IOCTL_HAL_INITREGISTRY and its place in the boot order

I'll start by saying that this is intended for OEM platform developers.

When you develop an OSDesign it usually supports several hardware configurations. One of the first questions that arises is where in the boot process can we decide what is the configuration we are running on and which drivers should we enable. For this purpose Microsoft introduces IOCTL_HAL_INITREGISTRY.

This OAL IOCTL is called in the boot phase. The description by Microsoft is:
It is called before other applications are started, so the OAL can modify registry settings used by all applications.
This is where this post comes in. From what I have experienced, using Hive Based registry, the registry that is available in this function is the Hive Boot section. Any change that is done to the registry will be merged (override) to the boot phase of the device manager.

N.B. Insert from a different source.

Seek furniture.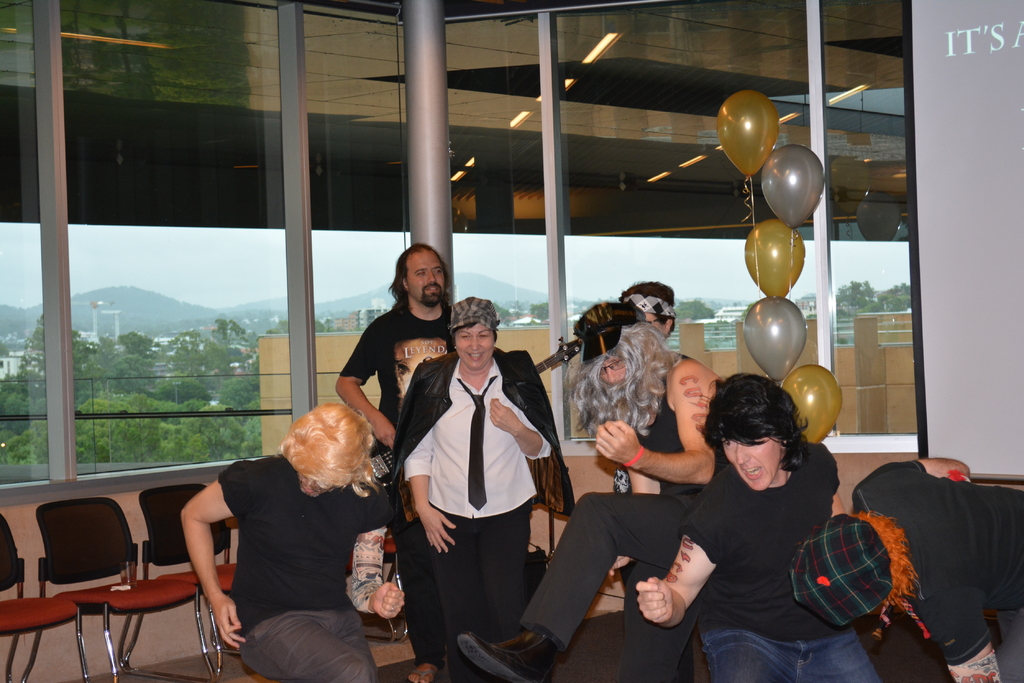
locate(0, 515, 87, 682).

The delicate points to pay attention to are:
  1. Changes that have been saved before the last restart are not reflected in the current state of the registry.
  2. After this function finishes the device manager is loaded. This means that boot phase one relies on the updated registry. So, if you add driver entries in this functions you may encounter weird problems in the loading order of drivers (suddenly drivers will load in boot phase one when they were not supposed to be avialble yet).
To solve number 2 I use the following solution:
Say I have two hardware implementations for a USB controller (revision 1.2 of the HW has a differnet controller than revision 1.1). This means I need two different code paths to initialize the hardware. Admittedly, there are many ways to implement this, but what I do is put two different drivers in the source code and add two different entries in the registry. When the IOCTL_HAL_INITREGISTRY is called I update the flags entry of the corresponding drivers based on the revision of the board.